Computer generations
A lot of this resistance comes from the rapid evolution of computer technologies. Things have changed so fast that many field managers are still thinking computers are cumbersome self-contained, and difficult to use. This misunderstanding started with vacuum tubes in the 1940’s and early 1950’s. First generation computers were huge, cumbersome, and incomprehensible.
http://iters.wordpress.com/2010/07/28/computer-generation-to-generation/
Even with the invention of transistors in the 1960’s, computers were still the size of a large tool shed and generated so much heat they could never be placed outside of a climate controlled environment.
In the 1970’s, computers were reduced to cabinet-size central processing units and stacks of punch cards. But it wasn’t until the mid 1980’s and early 1990’s that small plastic boxes began showing up on jobsites.
Those little boxes were often declared a nuisance. They were low resolution and slow, with barely enough power to run simple scheduling and estimating programs. Add a dot-matrix printer and they seemed a lot more trouble than they were worth. By the year 2000, skeptical contractors concluded that computers could never do any real work, and they were right -- then.
2010-networked servers
But 10 years is a long time in computer generations. In just over a decade, software, reliability, and power have changed dramatically. Multiple processors, high-resolution touch screen monitors, and gigabytes of memory have taken computers into areas of development that are completely reinventing construction management.

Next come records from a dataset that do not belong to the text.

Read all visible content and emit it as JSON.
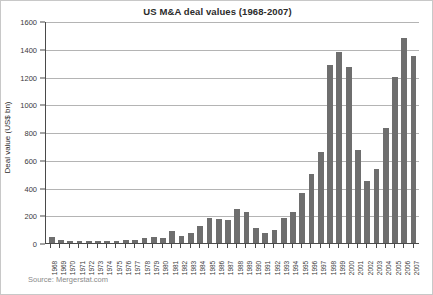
{
  "figure": {
    "title": "US M&A deal values (1968-2007)",
    "source": "Source: Mergerstat.com"
  },
  "axes": {
    "y_title": "Deal value (US$ bn)",
    "y_ticks": [
      "1600",
      "1400",
      "1200",
      "1000",
      "800",
      "600",
      "400",
      "200",
      "0"
    ]
  },
  "chart_data": {
    "type": "bar",
    "title": "US M&A deal values (1968-2007)",
    "xlabel": "",
    "ylabel": "Deal value (US$ bn)",
    "ylim": [
      0,
      1600
    ],
    "ytick_step": 200,
    "grid": true,
    "legend": false,
    "bar_color": "#6e6e6e",
    "source": "Source: Mergerstat.com",
    "categories": [
      "1968",
      "1969",
      "1970",
      "1971",
      "1972",
      "1973",
      "1974",
      "1975",
      "1976",
      "1977",
      "1978",
      "1979",
      "1980",
      "1981",
      "1982",
      "1983",
      "1984",
      "1985",
      "1986",
      "1987",
      "1988",
      "1989",
      "1990",
      "1991",
      "1992",
      "1993",
      "1994",
      "1995",
      "1996",
      "1997",
      "1998",
      "1999",
      "2000",
      "2001",
      "2002",
      "2003",
      "2004",
      "2005",
      "2006",
      "2007"
    ],
    "values": [
      43,
      24,
      16,
      13,
      17,
      17,
      13,
      12,
      20,
      22,
      34,
      44,
      33,
      83,
      54,
      73,
      122,
      180,
      174,
      164,
      247,
      222,
      109,
      72,
      97,
      177,
      227,
      357,
      496,
      657,
      1280,
      1380,
      1270,
      670,
      450,
      530,
      830,
      1200,
      1480,
      1350
    ],
    "units": "US$ bn"
  }
}
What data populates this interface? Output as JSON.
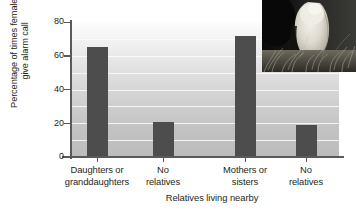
{
  "chart_data": {
    "type": "bar",
    "title": "",
    "subtitle": "",
    "xlabel": "Relatives living nearby",
    "ylabel": "Percentage of times females give alarm call",
    "ylabel_line1": "Percentage of times females",
    "ylabel_line2": "give alarm call",
    "categories": [
      "Daughters or granddaughters",
      "No relatives",
      "Mothers or sisters",
      "No relatives"
    ],
    "category_lines": [
      [
        "Daughters or",
        "granddaughters"
      ],
      [
        "No",
        "relatives"
      ],
      [
        "Mothers or",
        "sisters"
      ],
      [
        "No",
        "relatives"
      ]
    ],
    "values": [
      65,
      21,
      72,
      19
    ],
    "ylim": [
      0,
      80
    ],
    "yticks": [
      0,
      20,
      40,
      60,
      80
    ],
    "ytick_labels": [
      "0",
      "20",
      "40",
      "60",
      "80"
    ],
    "grid": true,
    "gridline_step": 10,
    "legend": "none",
    "bar_color": "#4d4d4d",
    "axis_color": "#58595b",
    "text_color": "#231f20",
    "plot_bg_top": "#fdfdfd",
    "plot_bg_bottom": "#bcbcbc"
  },
  "inset": {
    "name": "ground-squirrel-photo",
    "description": "Grayscale photograph of a ground squirrel standing upright in grass"
  }
}
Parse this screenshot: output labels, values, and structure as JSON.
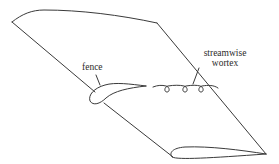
{
  "diagram": {
    "type": "swept wing with wing fence and streamwise vortex",
    "colors": {
      "line": "#3a3a3a",
      "text": "#2a2a2a",
      "background": "#ffffff"
    },
    "labels": {
      "fence": "fence",
      "vortex_line1": "streamwise",
      "vortex_line2": "wortex"
    }
  }
}
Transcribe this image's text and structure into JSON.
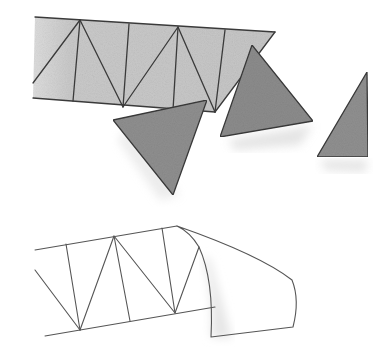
{
  "illustration": {
    "description": "Pencil and wash sketch: a triangulated strip with loose triangles, and an outlined triangulated strip with a curved flap",
    "colors": {
      "background": "#ffffff",
      "strip_fill": "#c9c9c9",
      "triangle_fill": "#8e8e8e",
      "shadow": "#e4e4e4",
      "line": "#3a3a3a"
    },
    "top_strip": {
      "outline": [
        [
          35,
          17
        ],
        [
          275,
          32
        ],
        [
          215,
          112
        ],
        [
          33,
          98
        ]
      ],
      "zigzag": [
        [
          33,
          83
        ],
        [
          80,
          20
        ],
        [
          123,
          107
        ],
        [
          178,
          27
        ],
        [
          215,
          112
        ]
      ],
      "verticals": [
        [
          [
            80,
            20
          ],
          [
            73,
            101
          ]
        ],
        [
          [
            129,
            24
          ],
          [
            123,
            107
          ]
        ],
        [
          [
            178,
            27
          ],
          [
            173,
            110
          ]
        ],
        [
          [
            225,
            30
          ],
          [
            215,
            112
          ]
        ]
      ]
    },
    "loose_triangles": [
      {
        "name": "triangle-1",
        "points": [
          [
            113,
            120
          ],
          [
            207,
            100
          ],
          [
            173,
            195
          ]
        ]
      },
      {
        "name": "triangle-2",
        "points": [
          [
            252,
            45
          ],
          [
            313,
            121
          ],
          [
            220,
            137
          ]
        ]
      },
      {
        "name": "triangle-3",
        "points": [
          [
            367,
            72
          ],
          [
            368,
            157
          ],
          [
            317,
            157
          ]
        ]
      }
    ],
    "bottom_outline": {
      "top_edge": [
        [
          35,
          250
        ],
        [
          177,
          226
        ]
      ],
      "bottom_edge": [
        [
          45,
          336
        ],
        [
          215,
          307
        ]
      ],
      "left_diagonal": [
        [
          35,
          270
        ],
        [
          80,
          330
        ]
      ],
      "zigzag": [
        [
          80,
          330
        ],
        [
          114,
          236
        ],
        [
          175,
          313
        ],
        [
          199,
          247
        ]
      ],
      "verticals": [
        [
          [
            66,
            244
          ],
          [
            80,
            330
          ]
        ],
        [
          [
            114,
            236
          ],
          [
            130,
            321
          ]
        ],
        [
          [
            162,
            228
          ],
          [
            175,
            313
          ]
        ]
      ],
      "flap_path": "M177,226 Q190,232 199,247 Q214,280 211,337 L293,327 Q300,300 292,280 Q260,255 177,226"
    }
  }
}
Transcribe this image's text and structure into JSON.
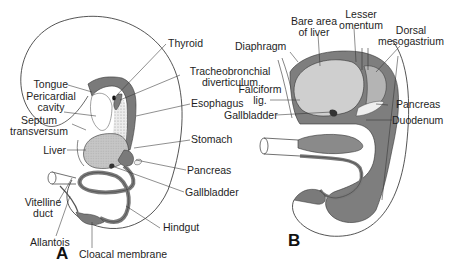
{
  "figure": {
    "colors": {
      "outline": "#2a2a2a",
      "endoderm_dark": "#7a7a7a",
      "organ_light": "#c9c9c9",
      "mesentery_mid": "#9a9a9a",
      "background": "#ffffff"
    },
    "panel_a": {
      "letter": "A",
      "labels": {
        "thyroid": "Thyroid",
        "tracheobronchial_1": "Tracheobronchial",
        "tracheobronchial_2": "diverticulum",
        "tongue": "Tongue",
        "pericardial_1": "Pericardial",
        "pericardial_2": "cavity",
        "septum_1": "Septum",
        "septum_2": "transversum",
        "esophagus": "Esophagus",
        "stomach": "Stomach",
        "liver": "Liver",
        "pancreas": "Pancreas",
        "gallbladder": "Gallbladder",
        "vitelline_1": "Vitelline",
        "vitelline_2": "duct",
        "hindgut": "Hindgut",
        "allantois": "Allantois",
        "cloacal": "Cloacal membrane"
      }
    },
    "panel_b": {
      "letter": "B",
      "labels": {
        "bare_area_1": "Bare area",
        "bare_area_2": "of liver",
        "lesser_omentum_1": "Lesser",
        "lesser_omentum_2": "omentum",
        "dorsal_1": "Dorsal",
        "dorsal_2": "mesogastrium",
        "diaphragm": "Diaphragm",
        "falciform_1": "Falciform",
        "falciform_2": "lig.",
        "gallbladder": "Gallbladder",
        "pancreas": "Pancreas",
        "duodenum": "Duodenum"
      }
    }
  }
}
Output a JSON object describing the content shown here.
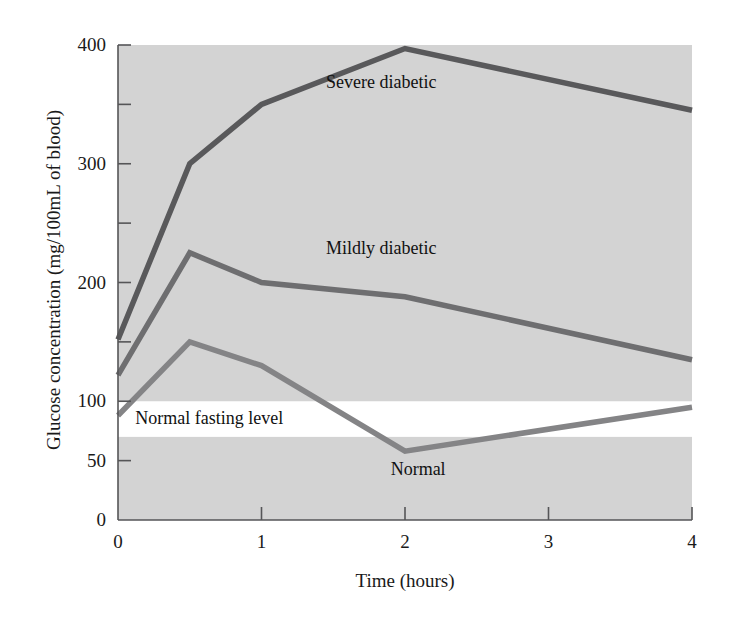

Today’s wireless computers fit into cell phones and thin little tablets, making once powerful two-year old desktop systems obsolete. These new computers are engineered to communicate with a cloud of internet based resources that rely on globally dispersed server-farms that deliver almost anything imaginable to the palm of your hand.
It’s all a bit overwhelming to a middle-generation manager. Even the young “old-timers,” who worked their way into construction in the last decade, find themselves falling seriously behind the technological curve.
Look over your shoulder:
Waiting in the wings is a new generation of computer-confident men and women who have grown up with these devices all around them. They’ve had access to the web since grade school, and though their high school and college teachers may not understand real-world applications, this new crop of professionals is quick to learn. They have no fear.
And behind them are children so deeply plugged into their socially connected devices, they don’t even see them as computers. They were born into a networked world and are immediately prepared in pre-school for competitive careers using even more powerful systems.
http://blog.imagespacemedia.com/tag/flickr/
Look ahead
There’s no doubt computers will be smaller and even more powerful in the future. Their ability to find, transmit, and use information will also be faster and more spontaneous.
http://www.ivci.com/
The next generation is no longer chained to a desktop. Instead they’re linked to the broader world of hypergraphic information, part of a global information system with unlimited access to customized hypergraphic services, specialized methods, and graphical resources that only the web and internet can deliver.